I too was hit with this canonical issue about a year ago now and it ended up being these spam sites doing shady redirects, using canonical tags to each spam site with your text on it to confuse Google and get you stuck in a redirect chain.
Some threads at Google Webmaster Help Forums:
Starting 22nd September, Google has started selecting completely unrelated URLs as canonical URLs. My canonical URLs are properly defined everywhere, but Google is still picking incorrect URLs.Error is "Duplicate, submitted URL not selected as canonical".
Are there current technical problems at Google? We have been a publisher for many years. Suddenly in the last week we have had two canonical problems. This is despite the recent news reports being very, very different to other pages on our site. Using webmaster tools I am told that there is a canonical problem with reports from about ten years ago!

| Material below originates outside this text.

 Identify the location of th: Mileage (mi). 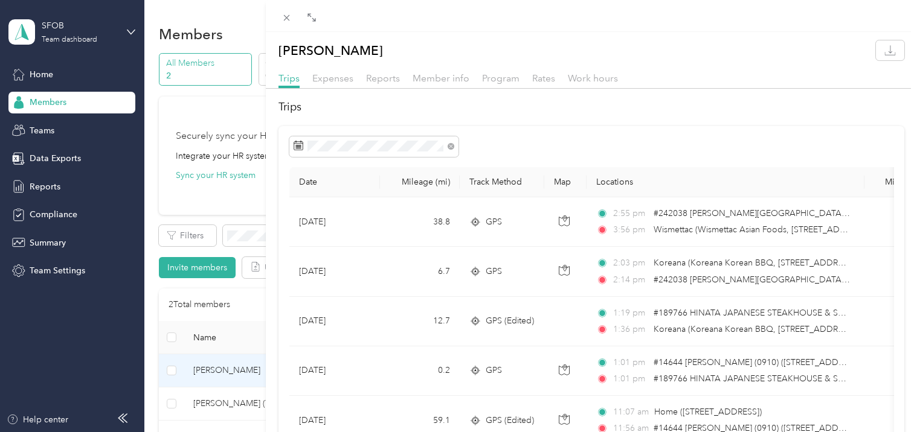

Google has had issues like this before - back in April 2019 Google has a canonical URL bug, here is when Google confirmed that back then:
We’re aware for some pages, there’s an issue where we may have selected an unrelated canonical URL. In turn, breadcrumb trails on mobile might reflect the unrelated URLs. In rare cases, it might prevent proper indexing. We’ve been fixing this & will update when fully resolved.

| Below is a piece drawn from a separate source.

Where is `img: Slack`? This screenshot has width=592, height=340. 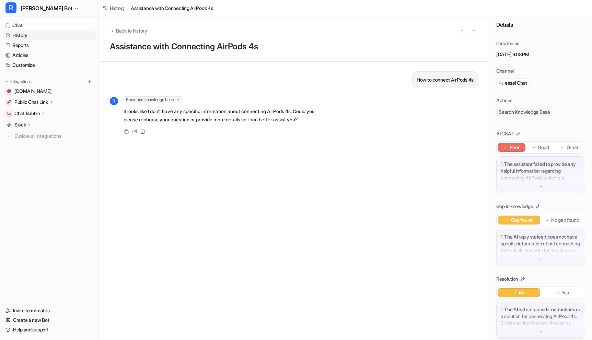 img: Slack is located at coordinates (9, 125).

— Google Webmasters (@googlewmc) April 25, 2019
I will dig in more hopefully on Tuesday after Yom Kippur.
So far Google has not confirmed any issues with me or publically.
Forum discussion at Black Hat World, WebmasterWorld and Google Webmaster Help Forums.
Update: Give Google examples over here.
Update 2: Google has now confirmed this as an indexing issue with mobile-indexing and canonicalization.